How to identify psychogenic disorders of stance and gait

SummaryThirty-seven patients with psychogenic disorders of stance and gait were clinically evaluated, recorded on video, and analysed with regard to clinical phenomenology. Characteristic, suggestive and unspecific features were identified. Six characteristic features proved most valuable for diagnosis of psychogenesis, as they occurred alone or in combination in 97% of patients: (1) momentary fluctuations of stance and gait, often in response to suggestion; (2) excessive slowness or hesitation of locomotion incompatible with neurological disease; (3) “psychogenic” Romberg test with a build-up of sway amplitudes after a silent latency or with improvement by distraction; (4) uneconomic postures with wastage of muscular energy; (5) the “walking on ice” gait pattern, which is characterized by small cautious steps with fixed ankle joints; (6) sudden buckling of the knees, usually without falls.
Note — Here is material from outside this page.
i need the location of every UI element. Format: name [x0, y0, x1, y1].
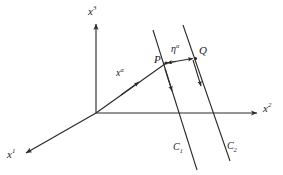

Seventy-three percent of patients had additional suggestive features. Classification into characteristic subtypes was not found useful because predominant features varied from patient to patient and occurred in various combinations. Factitious impairment of stance and gait was studied in 13 healthy drama students. Simulated gait dysfunction appeared less conspicuous and more difficult to diagnose than the clinical psychogenic disorders.